Critics Page In Conversation
SQUEAK CARNWATH with Amanda Gluibizzi

Squeak Carnwath is an artist and “dedicated Trump resister” who lives and works in Oakland, California. A Professor Emerita at UC Berkeley, she has been awarded two Individual Artist Fellowships from the National Endowment for the Arts, a Guggenheim Fellowship, and the Lee Krasner Lifetime Achievement Award from the Pollock-Krasner Foundation; in 2019 she was inducted into the National Academy of Design and Art. Carnwath’s large-scale paintings feature her personal vocabulary of faces, vases, candlesticks, sinking ships, blocks of color, and constellations, while placing written messages squarely in front of her viewers. Notably, Carnwath also scrawls the titles of her paintings down the left and right edges of her canvases which she always displays unframed, something I wanted to learn more about. I spoke with Carnwath over the phone in February 2020—prior to COVID, protests, and fires—with her dog Vermeer barking occasionally in the background.
Amanda Gluibizzi (Rail): I visited Jane Lombard Gallery when your show was up in 2015–2016 and noticed that you wrote the titles of your paintings on your edges.
Squeak Carnwath: It’s so I can find them easily. In the racks, you can just read the sides of the painting. I like no labels, though nobody agrees with that, then people know what the title is without having to read a small label if they don’t want to.
Rail: That is something that I was struck by at the show: that I didn’t have to walk around with an image sheet or the press release but could just approach the paintings themselves and see what they were and what you intended them to be.
Carnwath: It makes them accessible. I think that’s really, really important.
Rail:When you approach your paintings or other people’s paintings, do you often look at the sides of them?
Carnwath: I do because I’m curious whether they have stretched them afterwards or whether they were willing to get them dirty, or yeah … if there’s fingerprints…I’m curious to see how thick the paint might be on the edge. Because I think we should try to figure out how they were made! For instance, students ask me how I make the paint look like graphite because everything in my paintings is made with oil paint, and I say, “I went and stared at paintings by people like John F. Peto and other people like that, and I tried to figure it out and I looked closely, and I feel like I invented it.” I wouldn’t tell them how I did it because they should figure out their own way, and artists should be kind of forensic about how other artists make their paintings because then they’re inventing how they think someone else would do it. I think it’s a very important thing to do. And I think that art historians should do that, too!
Rail: Do you feel that the titles on the edges can kind of act as almost a frame for you?
Carnwath: Yes, and the thickness of the stretcher bar. I want them to have that thickness so that they’re kind of an object. But because a painting isn’t an object—it isn’t sculpture, you can’t bump into it, it can’t walk across the room or be in the room; even if it’s two-sided like a Dona Nelson, it still exists mostly in our brains and what we see and how we perceive it. But I want it to appear that it has physicality, even though it’s a thin film of dirt and pigment and binder and isn’t really a thing. I like that about it a lot. I think, for me, painting is more a philosophical object, much more than sculpture, because it doesn’t exist in the world that we inhabit, it exists in a world we can make or adopt; it exists on all sorts of levels. We can make ourselves small and be in it: it can envelop us. Scale makes a difference about how we respond to it, and for that reason, it can’t even be photographed because a photograph loses all of the tactility that the material has on its surface because paint is very tactile, even when it’s really smooth, and it has layers of color that are never going to show up in a photograph. They just don’t, no matter how good the photograph is.

Rail: Someone said that the best photographs are the worst about that …
Carnwath: That’s right. A good photograph can make a bad painting look really great, and then it’s disappointing to go and see it.
Rail: Do you intend for people to notice that the titles are on the edges, aside from when they look and see that there’s no tag?
Carnwath: I think they could; they’re not required to. People’s awareness is … people are aware of a lot of different things and a lot of nothing, too. Some people don’t notice quite a bit.
Rail: I asked that question because at Jane Lombard, that was the first time that I had ever seen your paintings in person, and I didn’t realize that you write the titles on the edges because nobody talks about that.
Carnwath: Yeah, nobody does.
Rail: But the way that they were hung, the way that you walked into the gallery, the first thing you noticed was the title of one of the paintings. I was really interested in that: almost that the painting met you first and then brought you around the corner to what the “real” painting was.
Carnwath: It is kind of like a little fence that opens a gate, yeah.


Go through the data below and gather each line containing "dashed".

### PROVIDED RECORDS

+++

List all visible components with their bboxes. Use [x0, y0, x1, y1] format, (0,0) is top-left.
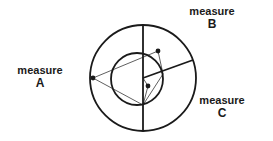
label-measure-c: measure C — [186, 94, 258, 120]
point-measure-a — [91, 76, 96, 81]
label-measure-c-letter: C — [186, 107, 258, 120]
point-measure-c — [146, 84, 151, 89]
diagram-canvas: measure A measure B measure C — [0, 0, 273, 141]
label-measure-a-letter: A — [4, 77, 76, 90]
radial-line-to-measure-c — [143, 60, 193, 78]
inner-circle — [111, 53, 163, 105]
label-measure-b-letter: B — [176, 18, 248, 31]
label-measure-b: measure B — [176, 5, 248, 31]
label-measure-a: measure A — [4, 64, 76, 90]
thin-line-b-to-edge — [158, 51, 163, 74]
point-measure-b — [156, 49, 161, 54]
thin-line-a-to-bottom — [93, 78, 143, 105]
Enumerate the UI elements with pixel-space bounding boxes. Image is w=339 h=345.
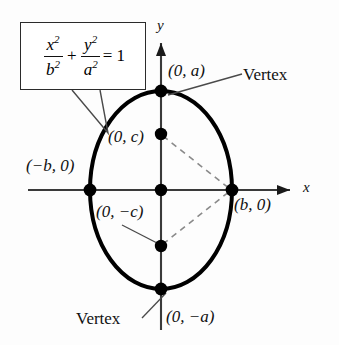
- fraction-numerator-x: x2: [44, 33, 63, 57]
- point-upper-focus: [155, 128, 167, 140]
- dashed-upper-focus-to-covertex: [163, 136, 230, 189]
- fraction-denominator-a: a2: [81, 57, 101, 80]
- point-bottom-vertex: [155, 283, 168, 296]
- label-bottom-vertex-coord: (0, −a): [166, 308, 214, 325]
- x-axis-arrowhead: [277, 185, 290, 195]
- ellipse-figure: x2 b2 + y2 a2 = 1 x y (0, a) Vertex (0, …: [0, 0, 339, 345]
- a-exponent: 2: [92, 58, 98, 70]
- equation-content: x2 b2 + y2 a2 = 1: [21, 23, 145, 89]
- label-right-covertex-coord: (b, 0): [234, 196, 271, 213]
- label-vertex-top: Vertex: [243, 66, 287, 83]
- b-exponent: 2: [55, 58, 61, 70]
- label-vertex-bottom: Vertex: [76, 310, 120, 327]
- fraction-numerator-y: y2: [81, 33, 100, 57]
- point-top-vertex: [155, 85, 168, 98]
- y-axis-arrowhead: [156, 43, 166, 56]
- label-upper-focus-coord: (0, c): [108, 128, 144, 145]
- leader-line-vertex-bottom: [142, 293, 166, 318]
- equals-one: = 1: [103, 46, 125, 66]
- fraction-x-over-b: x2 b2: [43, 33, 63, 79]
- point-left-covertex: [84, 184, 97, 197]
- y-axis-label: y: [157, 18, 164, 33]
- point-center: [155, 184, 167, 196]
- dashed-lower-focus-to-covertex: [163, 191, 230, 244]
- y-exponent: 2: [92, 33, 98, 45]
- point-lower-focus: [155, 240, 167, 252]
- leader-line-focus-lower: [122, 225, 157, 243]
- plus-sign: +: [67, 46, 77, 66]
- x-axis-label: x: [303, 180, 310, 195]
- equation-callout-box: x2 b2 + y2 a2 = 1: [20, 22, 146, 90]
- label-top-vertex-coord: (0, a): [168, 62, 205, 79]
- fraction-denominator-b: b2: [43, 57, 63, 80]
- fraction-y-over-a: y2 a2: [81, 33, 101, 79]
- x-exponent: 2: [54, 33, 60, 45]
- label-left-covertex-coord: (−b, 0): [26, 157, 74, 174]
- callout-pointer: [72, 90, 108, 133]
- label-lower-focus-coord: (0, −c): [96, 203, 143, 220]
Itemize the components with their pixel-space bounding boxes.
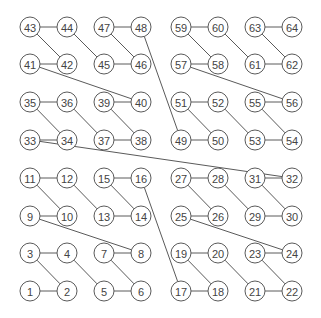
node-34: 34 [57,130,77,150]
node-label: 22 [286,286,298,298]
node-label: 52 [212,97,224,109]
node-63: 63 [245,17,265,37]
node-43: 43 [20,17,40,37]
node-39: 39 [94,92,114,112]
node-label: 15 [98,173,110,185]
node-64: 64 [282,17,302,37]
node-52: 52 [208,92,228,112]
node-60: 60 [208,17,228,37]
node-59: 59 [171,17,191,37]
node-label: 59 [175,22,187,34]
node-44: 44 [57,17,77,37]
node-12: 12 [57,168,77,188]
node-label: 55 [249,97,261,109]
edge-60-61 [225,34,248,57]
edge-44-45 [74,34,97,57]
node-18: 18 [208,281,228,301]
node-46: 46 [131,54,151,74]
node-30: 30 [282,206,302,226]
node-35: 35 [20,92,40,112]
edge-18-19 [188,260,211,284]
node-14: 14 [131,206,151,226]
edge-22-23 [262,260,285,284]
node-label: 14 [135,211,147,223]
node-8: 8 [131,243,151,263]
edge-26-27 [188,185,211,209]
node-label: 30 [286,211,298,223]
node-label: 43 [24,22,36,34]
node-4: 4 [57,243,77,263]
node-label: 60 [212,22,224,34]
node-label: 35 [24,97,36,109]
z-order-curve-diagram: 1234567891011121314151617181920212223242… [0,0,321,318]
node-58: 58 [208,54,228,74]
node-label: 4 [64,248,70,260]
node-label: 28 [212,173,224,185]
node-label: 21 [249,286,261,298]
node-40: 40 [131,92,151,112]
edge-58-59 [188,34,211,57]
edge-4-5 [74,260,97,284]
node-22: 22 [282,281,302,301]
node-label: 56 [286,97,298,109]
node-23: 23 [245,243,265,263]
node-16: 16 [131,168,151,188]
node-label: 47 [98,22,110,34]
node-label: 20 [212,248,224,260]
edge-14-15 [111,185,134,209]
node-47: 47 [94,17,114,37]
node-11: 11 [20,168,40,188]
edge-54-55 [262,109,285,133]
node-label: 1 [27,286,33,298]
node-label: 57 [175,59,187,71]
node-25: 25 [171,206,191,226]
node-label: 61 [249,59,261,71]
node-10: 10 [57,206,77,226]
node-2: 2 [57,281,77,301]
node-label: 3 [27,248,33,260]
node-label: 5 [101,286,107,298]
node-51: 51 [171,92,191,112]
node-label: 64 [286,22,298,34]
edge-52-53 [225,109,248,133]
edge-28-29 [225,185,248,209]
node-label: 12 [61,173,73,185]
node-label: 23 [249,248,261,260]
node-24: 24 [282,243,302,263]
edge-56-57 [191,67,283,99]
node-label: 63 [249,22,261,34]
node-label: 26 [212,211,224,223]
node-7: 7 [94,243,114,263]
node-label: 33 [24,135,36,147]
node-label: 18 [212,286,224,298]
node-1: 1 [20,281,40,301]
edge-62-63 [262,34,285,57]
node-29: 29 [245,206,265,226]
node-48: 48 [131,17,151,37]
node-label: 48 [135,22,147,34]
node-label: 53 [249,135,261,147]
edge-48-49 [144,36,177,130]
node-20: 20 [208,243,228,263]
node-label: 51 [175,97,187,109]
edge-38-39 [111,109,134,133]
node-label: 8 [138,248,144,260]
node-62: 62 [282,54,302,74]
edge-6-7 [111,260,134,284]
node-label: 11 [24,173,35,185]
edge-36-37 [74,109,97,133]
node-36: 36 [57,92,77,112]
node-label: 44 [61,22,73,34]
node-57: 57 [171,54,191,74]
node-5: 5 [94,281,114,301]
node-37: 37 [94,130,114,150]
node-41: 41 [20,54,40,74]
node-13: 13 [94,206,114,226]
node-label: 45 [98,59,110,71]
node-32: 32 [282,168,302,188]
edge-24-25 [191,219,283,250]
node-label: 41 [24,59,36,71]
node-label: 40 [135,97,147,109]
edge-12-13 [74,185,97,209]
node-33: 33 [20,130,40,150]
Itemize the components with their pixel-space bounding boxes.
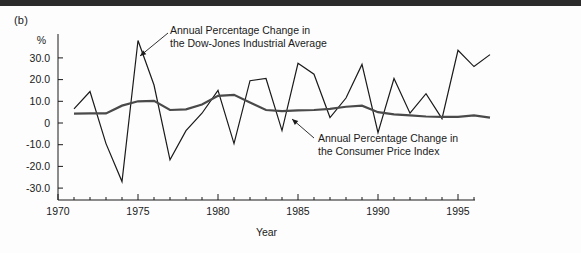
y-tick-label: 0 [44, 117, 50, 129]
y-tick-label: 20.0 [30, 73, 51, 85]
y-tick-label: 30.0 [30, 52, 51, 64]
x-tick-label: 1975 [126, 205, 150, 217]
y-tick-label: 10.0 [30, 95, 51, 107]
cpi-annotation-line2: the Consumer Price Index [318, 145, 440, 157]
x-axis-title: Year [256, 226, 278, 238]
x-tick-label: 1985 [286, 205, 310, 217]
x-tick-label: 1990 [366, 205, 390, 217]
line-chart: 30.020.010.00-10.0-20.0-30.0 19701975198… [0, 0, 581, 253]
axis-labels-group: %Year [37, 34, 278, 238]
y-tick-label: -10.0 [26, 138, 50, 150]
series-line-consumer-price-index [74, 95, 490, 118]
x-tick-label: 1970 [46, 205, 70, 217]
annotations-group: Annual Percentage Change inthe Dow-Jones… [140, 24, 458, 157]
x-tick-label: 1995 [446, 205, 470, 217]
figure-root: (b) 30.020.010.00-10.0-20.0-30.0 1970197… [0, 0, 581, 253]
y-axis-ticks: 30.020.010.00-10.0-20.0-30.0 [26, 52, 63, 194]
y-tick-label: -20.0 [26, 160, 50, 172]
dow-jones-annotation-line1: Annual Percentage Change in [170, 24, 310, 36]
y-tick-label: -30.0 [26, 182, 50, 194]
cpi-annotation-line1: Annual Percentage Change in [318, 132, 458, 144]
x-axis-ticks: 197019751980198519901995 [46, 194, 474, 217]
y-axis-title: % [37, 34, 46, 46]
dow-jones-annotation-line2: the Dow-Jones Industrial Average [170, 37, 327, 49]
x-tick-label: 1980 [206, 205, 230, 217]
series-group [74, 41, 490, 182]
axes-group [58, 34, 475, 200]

+++

### OUTPUT OF THE EXERCISE
- dashed-upper-focus-to-covertex: [163, 136, 230, 189]
- dashed-lower-focus-to-covertex: [163, 191, 230, 244]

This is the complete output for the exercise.